Like every new year, this one has started without asking my permission, checking my readiness, or waiting for me to complete my do-list.
The words come as I walk along a hot Melbourne street with half of the family. It feels uneven. As the eldest emerges into adulthood and the youngest out of infancy, the two in the middle are on their own adventure, reconnecting with wider family overseas. Our never-tidy life, unpacked and repacked in moves large and small, planned and unplanned, is re-reconfiguring. It always feels strange, although this time it’s the most predictable. In all families eras pass quickly, but each one seems more decisive. As we move awkwardly through the new year crowds at Flinders street four words parachute into my mind.
Listen. Notice. Appreciate. Enjoy.
I can stress with the best. Strain towards whatever I imagine passes for the ideal. I tend to imagine that I just have to flap really hard to fly, forgetting that part about being seated in heavenly places with Christ. So I immediately start trying to apply these four words to the family members I’m with. There are only two of them, how hard can it be. I try to listen to, notice, appreciate and enjoy them in a very deliberate and let me just say exhausting fashion. No surprise that I end the day on my last nerve. The following day I realise my mishtake.
You meant me to apply these words to You.
Listen to what You are saying. Notice what You are doing. Appreciate who You are. Enjoy You.
I no longer expect to know when You are saying new things to me. A quirky memory and shrinking attention span makes everything new. Whatever their vintage, these words land noiselessly from elsewhere, like raindrops on parched earth, come to refresh. Or commandos, come to do a stealth job on the enemy. Either way, they are not for punishment or correction. This is not a setting straight. This is a place setting. At a feast. In the presence of my enemies.
The performer in me is frustrated by this but also challenged to do the best listening, noticing, appreciating and enjoying that I can. But these words invite contemplation, not action. They assume Your sovereignty, Your activity and Your permission to engage not in doing, but in being. An invitation to receive who You are and give You the attention that is due to You not just in dutiful Bible study or prayer but in a delightful search for Your footprints, the traces You leave in the world You made and love and came to re-engage.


(WHAT TO WORK ON):
Which lines of the data below hold "ffffff"? Copy each of them.

Dataset records on visual material:
-*-
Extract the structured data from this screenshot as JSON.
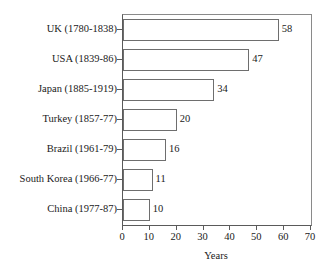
{
  "chart_data": {
    "type": "bar",
    "orientation": "horizontal",
    "title": "",
    "xlabel": "Years",
    "ylabel": "",
    "xlim": [
      0,
      70
    ],
    "xticks": [
      "0",
      "10",
      "20",
      "30",
      "40",
      "50",
      "60",
      "70"
    ],
    "grid": false,
    "legend": "none",
    "categories": [
      "UK (1780-1838)",
      "USA (1839-86)",
      "Japan (1885-1919)",
      "Turkey (1857-77)",
      "Brazil (1961-79)",
      "South Korea (1966-77)",
      "China (1977-87)"
    ],
    "values": [
      58,
      47,
      34,
      20,
      16,
      11,
      10
    ],
    "value_labels": [
      "58",
      "47",
      "34",
      "20",
      "16",
      "11",
      "10"
    ],
    "colors": {
      "bar_fill": "#ffffff",
      "bar_stroke": "#6e6e6e",
      "axis": "#5a5a5a",
      "frame": "#8a8a8a",
      "text": "#1a1a1a",
      "background": "#ffffff"
    }
  }
}
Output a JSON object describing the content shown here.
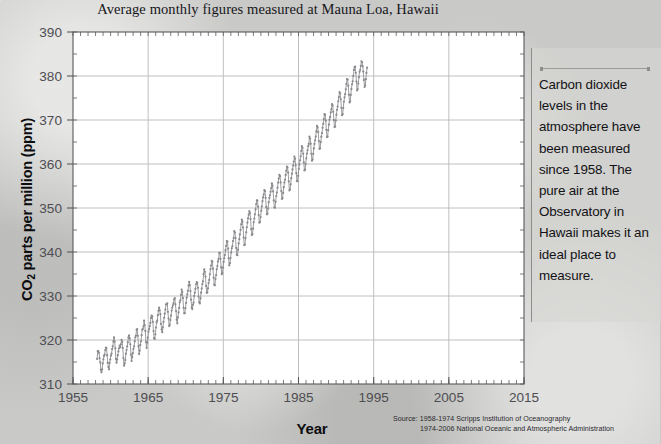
{
  "chart_data": {
    "type": "line",
    "title": "Average monthly figures measured at Mauna Loa, Hawaii",
    "xlabel": "Year",
    "ylabel_html": "CO<sub>2</sub> parts per million (ppm)",
    "ylabel_text": "CO2 parts per million (ppm)",
    "xlim": [
      1955,
      2015
    ],
    "ylim": [
      310,
      390
    ],
    "x_major_ticks": [
      1955,
      1965,
      1975,
      1985,
      1995,
      2005,
      2015
    ],
    "x_minor_step": 1,
    "y_major_ticks": [
      310,
      320,
      330,
      340,
      350,
      360,
      370,
      380,
      390
    ],
    "y_minor_step": 5,
    "grid": "major-both",
    "legend": "none",
    "marker": "circle",
    "series_name": "Monthly mean CO2 concentration",
    "series_color": "#8a8a8e",
    "x_start": 1958.208,
    "x_step": 0.08333,
    "values": [
      315.71,
      317.45,
      317.5,
      317.1,
      315.86,
      314.93,
      313.2,
      312.66,
      313.33,
      314.67,
      315.62,
      316.38,
      316.71,
      317.72,
      318.29,
      318.16,
      316.55,
      314.8,
      313.84,
      313.34,
      314.81,
      315.59,
      316.43,
      316.9,
      317.94,
      318.56,
      319.69,
      320.58,
      319.61,
      318.1,
      315.71,
      314.85,
      315.56,
      316.55,
      317.4,
      318.13,
      318.74,
      318.38,
      319.02,
      320.03,
      319.59,
      318.18,
      315.91,
      314.16,
      314.67,
      315.43,
      316.89,
      317.7,
      318.54,
      319.48,
      320.58,
      321.03,
      320.35,
      319.03,
      316.69,
      315.23,
      316.1,
      317.01,
      317.94,
      318.56,
      319.68,
      320.63,
      321.01,
      322.33,
      322.5,
      320.97,
      318.6,
      316.79,
      317.6,
      318.89,
      319.7,
      321.09,
      322.33,
      322.5,
      323.04,
      324.42,
      323.41,
      322.06,
      319.55,
      318.18,
      319.4,
      320.54,
      321.86,
      322.47,
      323.15,
      323.89,
      325.02,
      325.57,
      325.36,
      324.14,
      322.03,
      320.41,
      320.25,
      321.31,
      322.84,
      324.0,
      324.42,
      325.64,
      326.66,
      327.34,
      326.76,
      325.88,
      323.67,
      322.38,
      321.78,
      322.85,
      324.11,
      325.06,
      325.98,
      326.93,
      328.13,
      328.07,
      328.34,
      326.41,
      324.87,
      323.17,
      323.46,
      324.53,
      325.54,
      326.71,
      327.38,
      327.87,
      328.4,
      329.23,
      329.5,
      328.11,
      326.59,
      324.61,
      323.78,
      325.13,
      326.26,
      327.3,
      328.57,
      329.05,
      330.27,
      331.45,
      330.91,
      329.52,
      327.33,
      326.06,
      326.12,
      327.19,
      328.43,
      329.61,
      330.37,
      331.18,
      332.37,
      333.21,
      332.45,
      331.14,
      329.17,
      327.35,
      327.02,
      327.99,
      328.48,
      330.01,
      330.77,
      331.6,
      332.67,
      333.17,
      332.96,
      331.88,
      329.89,
      328.59,
      328.32,
      329.44,
      330.76,
      331.71,
      332.7,
      333.31,
      334.97,
      336.04,
      335.47,
      334.43,
      332.28,
      330.72,
      330.84,
      331.73,
      332.96,
      333.66,
      334.94,
      336.12,
      336.92,
      337.98,
      337.78,
      336.2,
      334.19,
      332.57,
      332.43,
      333.86,
      334.76,
      336.08,
      336.79,
      337.85,
      338.43,
      339.8,
      339.83,
      338.47,
      336.5,
      334.92,
      335.2,
      336.48,
      337.75,
      338.58,
      339.32,
      340.42,
      341.39,
      342.49,
      342.34,
      340.8,
      338.54,
      336.98,
      337.47,
      338.62,
      339.86,
      340.85,
      341.35,
      342.48,
      343.17,
      344.74,
      344.42,
      343.18,
      340.92,
      339.4,
      339.26,
      340.52,
      341.94,
      342.91,
      343.99,
      345.04,
      346.31,
      347.38,
      346.9,
      345.57,
      343.28,
      341.54,
      341.71,
      343.12,
      344.47,
      345.62,
      346.66,
      347.65,
      348.48,
      349.31,
      348.89,
      347.5,
      345.21,
      343.84,
      344.07,
      345.3,
      346.76,
      347.61,
      348.56,
      349.69,
      350.9,
      351.74,
      351.7,
      350.31,
      348.4,
      346.67,
      346.85,
      347.94,
      349.4,
      350.39,
      351.54,
      352.4,
      353.05,
      354.09,
      353.83,
      352.32,
      350.25,
      348.56,
      348.73,
      349.89,
      351.33,
      352.31,
      352.9,
      353.71,
      354.53,
      355.58,
      355.07,
      353.79,
      351.73,
      350.15,
      350.08,
      351.41,
      352.73,
      353.51,
      354.61,
      355.78,
      356.7,
      357.54,
      357.23,
      355.81,
      353.86,
      352.05,
      352.26,
      353.42,
      354.74,
      355.77,
      356.42,
      357.52,
      358.51,
      359.42,
      359.2,
      358.06,
      356.06,
      354.0,
      354.26,
      355.38,
      356.78,
      357.8,
      358.76,
      359.65,
      360.57,
      361.7,
      361.2,
      359.7,
      357.92,
      356.08,
      356.12,
      357.32,
      358.9,
      359.9,
      360.85,
      361.75,
      362.98,
      364.06,
      363.69,
      362.33,
      360.35,
      358.55,
      358.7,
      360.0,
      361.29,
      362.37,
      363.13,
      364.04,
      364.57,
      366.2,
      365.79,
      364.63,
      362.33,
      360.74,
      361.01,
      362.31,
      363.55,
      364.57,
      365.39,
      366.22,
      367.41,
      368.67,
      368.31,
      367.28,
      365.2,
      363.45,
      363.56,
      364.96,
      366.22,
      367.02,
      368.22,
      369.14,
      370.21,
      371.33,
      371.15,
      369.85,
      367.77,
      366.12,
      366.24,
      367.69,
      368.94,
      370.07,
      370.7,
      371.74,
      372.43,
      373.64,
      373.32,
      371.85,
      369.99,
      368.41,
      368.51,
      369.86,
      371.2,
      372.31,
      373.05,
      374.26,
      375.21,
      376.35,
      376.08,
      374.7,
      372.77,
      371.08,
      371.33,
      372.71,
      374.15,
      375.15,
      375.86,
      376.98,
      378.21,
      379.31,
      379.19,
      377.77,
      375.76,
      374.0,
      374.24,
      375.69,
      377.06,
      378.13,
      378.78,
      380.02,
      381.37,
      382.02,
      382.15,
      380.74,
      378.74,
      376.7,
      377.02,
      378.3,
      379.74,
      380.97,
      381.42,
      382.31,
      383.34,
      383.1,
      382.2,
      381.0,
      379.1,
      377.5,
      377.9,
      379.3,
      380.7,
      381.9
    ]
  },
  "caption": {
    "text": "Carbon dioxide levels in the atmosphere have been measured since 1958. The pure air at the Observatory in Hawaii makes it an ideal place to measure."
  },
  "source": {
    "line1": "Source: 1958-1974 Scripps Institution of Oceanography",
    "line2": "1974-2006 National Oceanic and Atmospheric Administration"
  },
  "colors": {
    "background": "#c9c9c7",
    "plot_background": "#ffffff",
    "grid": "#b9b9bb",
    "axis": "#5a5a5e",
    "series": "#8a8a8e",
    "text": "#16161a"
  }
}
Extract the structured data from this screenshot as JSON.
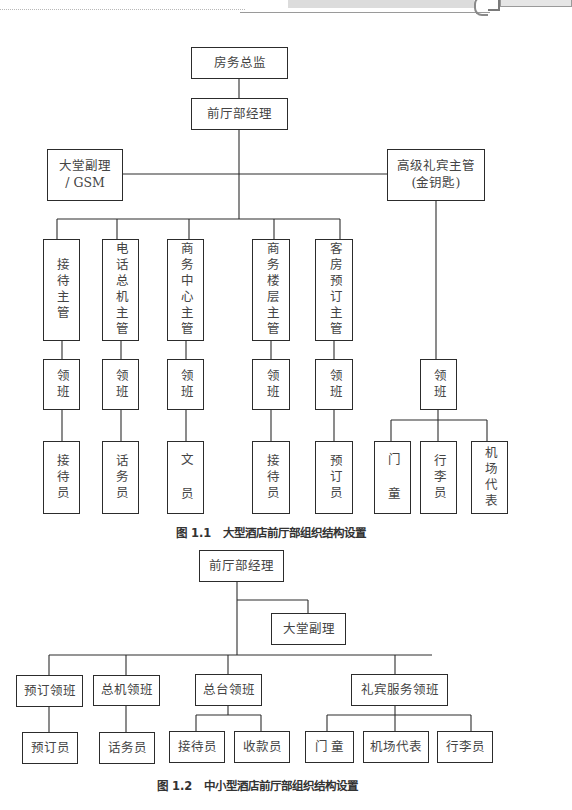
{
  "figure1": {
    "caption": "图 1.1   大型酒店前厅部组织结构设置",
    "nodes": {
      "director": "房务总监",
      "fo_manager": "前厅部经理",
      "asst_manager_l1": "大堂副理",
      "asst_manager_l2": "/ GSM",
      "concierge_l1": "高级礼宾主管",
      "concierge_l2": "(金钥匙)",
      "supervisors": [
        "接待主管",
        "电话总机主管",
        "商务中心主管",
        "商务楼层主管",
        "客房预订主管"
      ],
      "captains": [
        "领班",
        "领班",
        "领班",
        "领班",
        "领班"
      ],
      "staff": [
        "接待员",
        "话务员",
        "文 员",
        "接待员",
        "预订员"
      ],
      "concierge_captain": "领班",
      "concierge_staff": [
        "门 童",
        "行李员",
        "机场代表"
      ]
    }
  },
  "figure2": {
    "caption": "图 1.2   中小型酒店前厅部组织结构设置",
    "nodes": {
      "fo_manager": "前厅部经理",
      "asst_manager": "大堂副理",
      "captains": [
        "预订领班",
        "总机领班",
        "总台领班",
        "礼宾服务领班"
      ],
      "staff": [
        "预订员",
        "话务员",
        "接待员",
        "收款员",
        "门 童",
        "机场代表",
        "行李员"
      ]
    }
  },
  "colors": {
    "line": "#2c2c2c",
    "text": "#444444",
    "header_band": "#dcdcdc"
  }
}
-*-
(TASK RESPONSE):
      "bar_fill": "#ffffff",
      "background": "#ffffff"
    "plot_background": "#ffffff",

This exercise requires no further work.